Absolutely, it's useful for REST-style routing with nested resources.
So right now I have a project where Users can have many Websites. Each Website in turn has a ton of model objects associated with it (Events, Posts, etc). So I get routes like:
GET /websites/:websiteId/events controllers.websites.Events.list(websiteId, page:Int ?= 0)
The handler for this action then looks like:
object Events extends WebsitesControllerBase {
def list(
websiteId : String, page: Int) = WebsiteAdminAction(websiteId)(website => implicit request => {
new ListPage(website, page, Event.paginateEx(page, where = Seq("websiteId" -> website.id.get)))
})
}
Where as you pointed out in your earlier post, the websiteId needs to be passed into a custom Action (marked in red) that thereby has access to it - otherwise it can't fetch & authorize access to the website.
Note that there is now a categorical difference between the "page" parameter and the "websiteId" parameter since one is available through the queryString and the other is not, which leads to this non-uniform access. Yes, the workaround works (it is in fact what I'm using now), but it's indicative that something is not ideal.
I suggest two things:
1.a Add a parameters:Map[String, Seq[String]] to RequestHeader that gets *all* the parameters associated with the request (much like FormUtils does for Form.bindFromRequest). As a consumer of the framework I really don't care where the parameter came from - Do What I Mean (DWIM), not what I said.
1.b Yes, the HTTP spec certainly allows multiple entries for the request parameters, but it is *very* rarely used in practice. So a better signature might be:
parameters:Map[String, String] and parametersWithMultipleEntries:Map[String, Seq[String]] where the latter is only parsed if asked for (and it also penalizes use like .asInstanceOf[OtherClass] does).
2. For the routing, could one do a reverse route with two parameter lists? I.e.
GET /foo/:bar controllers.Application.foo(gazonk)
would result in a reverse route like so:
controllers.routes.Application.foo(gazonk)(bar)
That probably breaks a lot of internal assumptions, but it would work nicely from a user-of-framework perspective.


§ Problem to solve
Every line of the entries below that carries the string "Image" should be copied.

§ Given data
=-=-=-=-=

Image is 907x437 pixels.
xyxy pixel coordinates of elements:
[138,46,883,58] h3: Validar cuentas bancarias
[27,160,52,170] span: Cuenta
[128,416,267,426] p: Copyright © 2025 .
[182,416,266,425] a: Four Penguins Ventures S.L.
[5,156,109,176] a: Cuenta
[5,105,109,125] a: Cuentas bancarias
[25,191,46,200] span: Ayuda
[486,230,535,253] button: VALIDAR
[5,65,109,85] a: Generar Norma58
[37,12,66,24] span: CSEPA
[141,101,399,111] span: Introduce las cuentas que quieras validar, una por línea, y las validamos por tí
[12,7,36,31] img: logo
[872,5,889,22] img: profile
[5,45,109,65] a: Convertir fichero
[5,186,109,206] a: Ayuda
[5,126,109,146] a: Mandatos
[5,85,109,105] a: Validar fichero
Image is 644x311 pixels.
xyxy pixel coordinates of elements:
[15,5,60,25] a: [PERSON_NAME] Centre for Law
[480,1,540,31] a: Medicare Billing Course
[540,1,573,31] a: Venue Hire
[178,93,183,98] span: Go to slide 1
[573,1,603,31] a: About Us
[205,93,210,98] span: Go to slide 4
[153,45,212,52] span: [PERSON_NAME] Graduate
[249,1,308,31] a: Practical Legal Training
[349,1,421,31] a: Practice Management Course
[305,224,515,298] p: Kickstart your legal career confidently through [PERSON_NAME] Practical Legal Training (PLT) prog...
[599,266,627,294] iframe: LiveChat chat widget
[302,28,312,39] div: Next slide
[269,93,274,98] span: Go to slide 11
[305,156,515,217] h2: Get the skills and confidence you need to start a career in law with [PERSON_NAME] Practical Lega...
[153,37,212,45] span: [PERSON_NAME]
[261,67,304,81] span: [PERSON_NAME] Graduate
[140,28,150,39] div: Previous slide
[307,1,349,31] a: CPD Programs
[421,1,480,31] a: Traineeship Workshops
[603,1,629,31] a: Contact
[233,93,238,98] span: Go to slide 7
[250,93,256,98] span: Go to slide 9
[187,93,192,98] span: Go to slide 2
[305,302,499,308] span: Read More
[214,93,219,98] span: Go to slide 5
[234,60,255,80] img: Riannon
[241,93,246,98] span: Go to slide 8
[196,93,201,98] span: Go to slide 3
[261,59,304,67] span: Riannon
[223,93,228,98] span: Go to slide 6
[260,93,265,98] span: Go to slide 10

=-=-=-=-=

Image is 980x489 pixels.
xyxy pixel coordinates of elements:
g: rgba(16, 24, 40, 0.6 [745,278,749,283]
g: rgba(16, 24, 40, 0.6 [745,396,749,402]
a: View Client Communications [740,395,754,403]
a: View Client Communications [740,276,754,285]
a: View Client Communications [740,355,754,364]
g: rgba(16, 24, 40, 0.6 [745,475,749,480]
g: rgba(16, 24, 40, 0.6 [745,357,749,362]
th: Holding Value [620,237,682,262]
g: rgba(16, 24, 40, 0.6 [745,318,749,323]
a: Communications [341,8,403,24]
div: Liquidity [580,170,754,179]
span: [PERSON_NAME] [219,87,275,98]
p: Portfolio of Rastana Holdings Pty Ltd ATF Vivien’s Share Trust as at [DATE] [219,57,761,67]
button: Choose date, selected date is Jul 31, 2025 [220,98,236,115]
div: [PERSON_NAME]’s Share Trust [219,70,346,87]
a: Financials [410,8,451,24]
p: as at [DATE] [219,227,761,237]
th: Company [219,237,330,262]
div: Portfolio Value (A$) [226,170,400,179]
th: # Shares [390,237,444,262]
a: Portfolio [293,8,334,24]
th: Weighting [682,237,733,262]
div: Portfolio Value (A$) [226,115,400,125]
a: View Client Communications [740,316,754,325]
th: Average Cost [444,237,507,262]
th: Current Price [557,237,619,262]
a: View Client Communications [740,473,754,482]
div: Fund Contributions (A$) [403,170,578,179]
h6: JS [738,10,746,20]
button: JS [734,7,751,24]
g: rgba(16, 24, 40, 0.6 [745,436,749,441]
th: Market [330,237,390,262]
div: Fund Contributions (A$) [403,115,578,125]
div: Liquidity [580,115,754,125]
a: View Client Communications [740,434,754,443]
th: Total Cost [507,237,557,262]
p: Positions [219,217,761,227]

=-=-=-=-=

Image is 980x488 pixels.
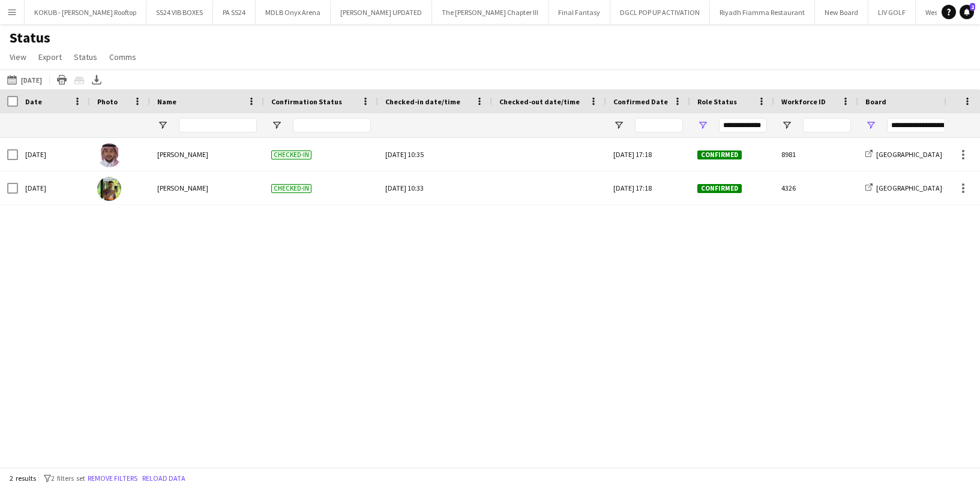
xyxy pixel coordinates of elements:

=-=-=-=-=

§ The answer
Image is 907x437 pixels.
Image is 644x311 pixels.
Image is 980x489 pixels.
Image is 980x488 pixels.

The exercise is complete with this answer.